Nov. 19th, 2003

telophase: (Sanzo)
[livejournal.com profile] mothoc is looking for book recommendations. Here's a few I culled from my shelves:

Garth Nix: Sabriel, Lirael, and Abhorsen.

Will Shetterly: Dogland.

Kubotite: Bleach

Kazuya Minekura: Saiyuki

Tim Cahill: Road Fever, A Wolverine is Eating My Leg, Pecked to Death by Ducks, Pass the Butterworms, and Hold the Enlightenment. (Jaguars Ripped My Flesh seems to be out of print at the moment.)

David Sedaris: Me Talk Pretty One Day (best in audiobook edition, but still funny in text).

Bill Bryson: The Lost Continent, Neither Here nor There, Notes from a Small Island, I'm a Stranger Here Myself, and In a Sunburned Country.

Lois McMaster Bujold: Young Miles, Miles, Mystery, and Mayhem, and Miles Errant, The Spirit Ring, and The Curse of Chalion.

Katherine Neville: The Eight.

Iain Pears: An Instance of the Fingerpost.

Kim Stanley Robinson: Escape from Kathmandu.

Michaela Roessner: The Stars Dispose and The Stars Compel.

Midori Snyder: The Innamorati and The Flight of Michael McBride.

Emma Bull: War for the Oaks.

Ken Follett: The Pillars of the Earth.

Lucia St. Clair Robson: The Tokaido Road.

Daniel Pinkwater: 5 Novels and 4: Fantastic Novels.

Kij Johnson: The Fox Woman.

Jeff Vandermeer: The Thackery T. Lambshead Guide to Eccentric and Discredited Diseases.

Kage Baker: The Anvil of the World, Black Projects, White Knights, In the Garden of Iden, Sky Coyote, and Mendoza in Hollywood.

Jeanne Larsen: Bronze Mirror, Manchu Palaces, and Silk Road.
telophase: (Owl)
More books for [livejournal.com profile] mothoc

Vernor Vinge: A Fire Upon the Deep and A Deepness in the Sky.

Joan Vinge: Catspaw and Dreamfall.

Steven Brust: The Vlad Taltos series, collected in: The Book of Jhereg, The Book of Taltos, The Book of Athyra, Dragon and Issola. Then The Phoenix Guards, Five Hundred Years After, The Paths of the Dead and The Lord of Castle Black. Which will have you waiting on tenterhooks for the release of Sethra Lavode.

Glen Cook: the Black Company series starting with The Black Company.

Gene Wolfe: Shadow & Claw, Sword & Citadel, and then The Urth of the New Sun.

Dorothy Sayers: the Lord Peter Wimsey mystery series in general, but especially the Harriet Vane story arc, in order, which starts with Strong Poison, then Have His Carcase, Gaudy Night (which has got to be my favorite book of all time, ever, but must be read in the proper palce in the series to get the full impact), and Busman's Honeymoon. If you like those, you might want to check out the sequels written by Jill Paton Walsh from notes and partial manuscripts of Dorothy Sayers--

Jill Paton Walsh: Thrones, Dominations and A Presumption of Death.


What needs to be done:
The listing below should be reproduced exactly, with the pictures omitted.

Data section start

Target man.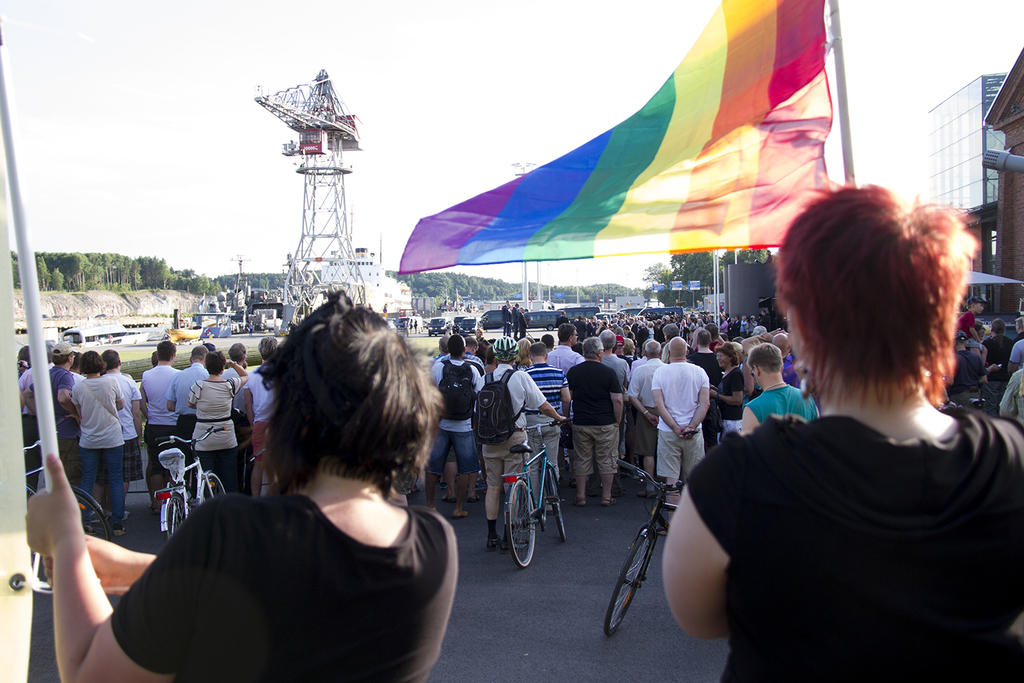
Target region: {"left": 521, "top": 338, "right": 576, "bottom": 514}.
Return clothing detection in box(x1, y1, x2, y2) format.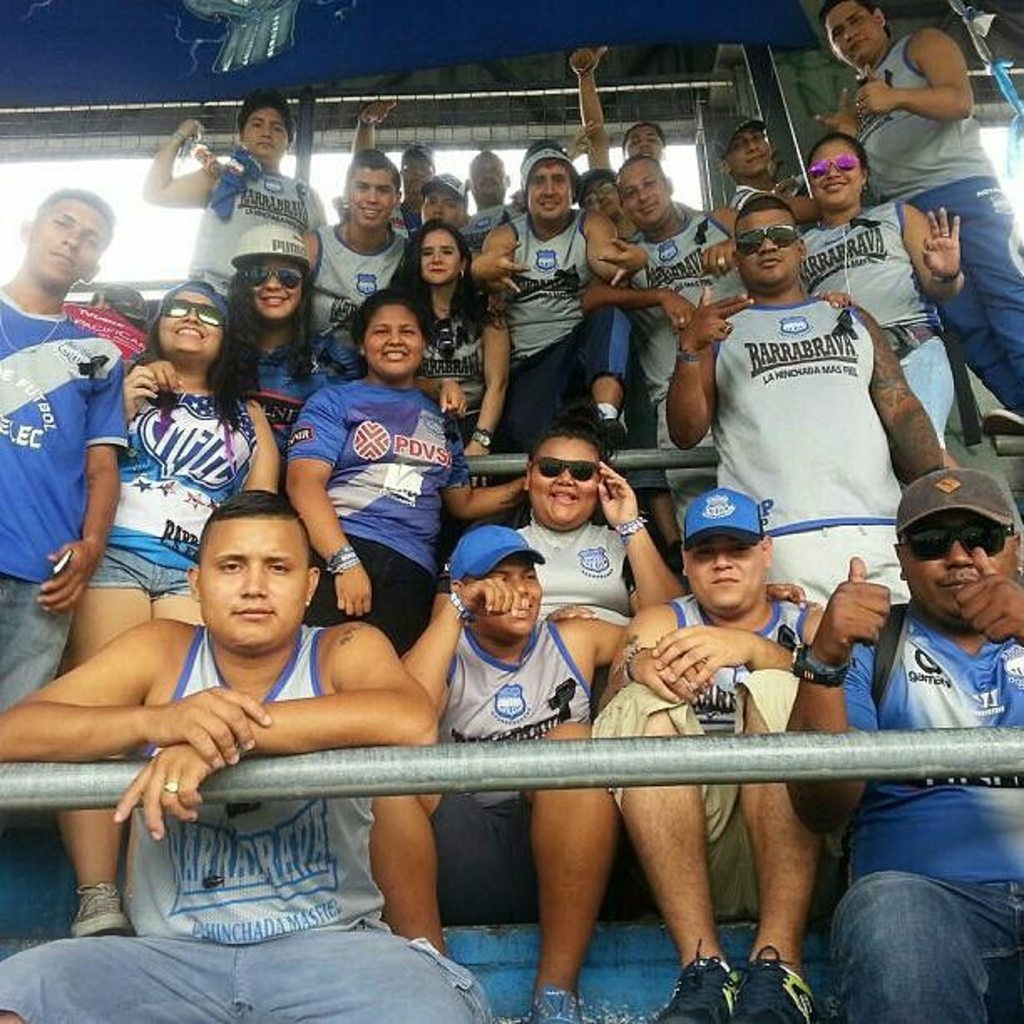
box(415, 293, 500, 435).
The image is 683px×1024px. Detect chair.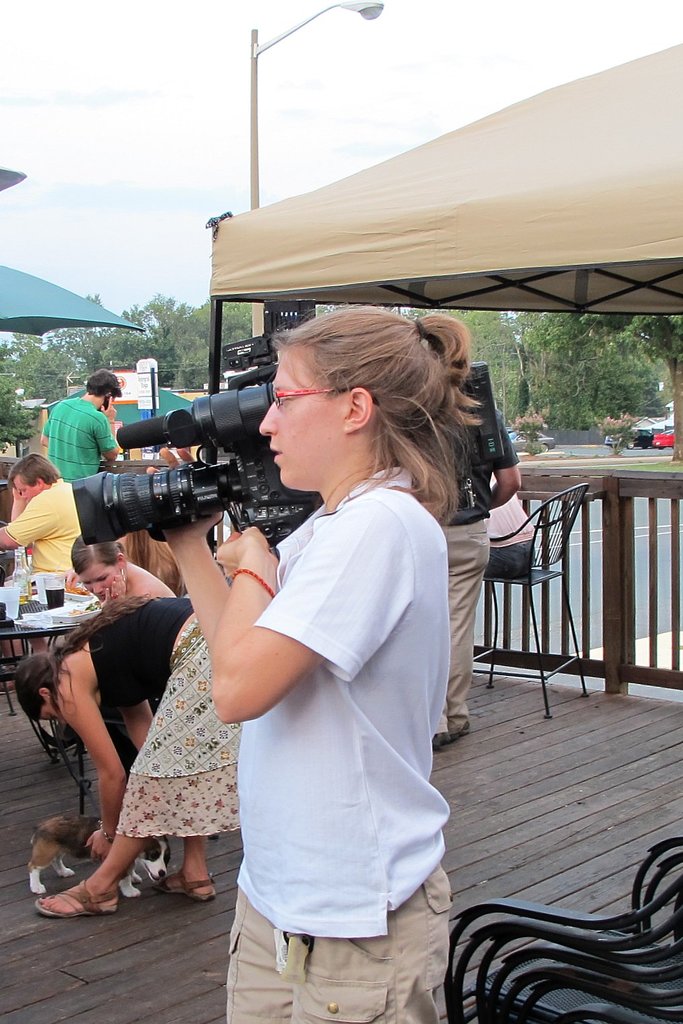
Detection: 483 490 610 712.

Data section end

Solution:
Target man.
Target region: {"left": 521, "top": 338, "right": 576, "bottom": 514}.
Return clothing detection in box(x1, y1, x2, y2) format.
box(415, 293, 500, 435).
The image is 683px×1024px. Detect chair.
Detection: 483 490 610 712.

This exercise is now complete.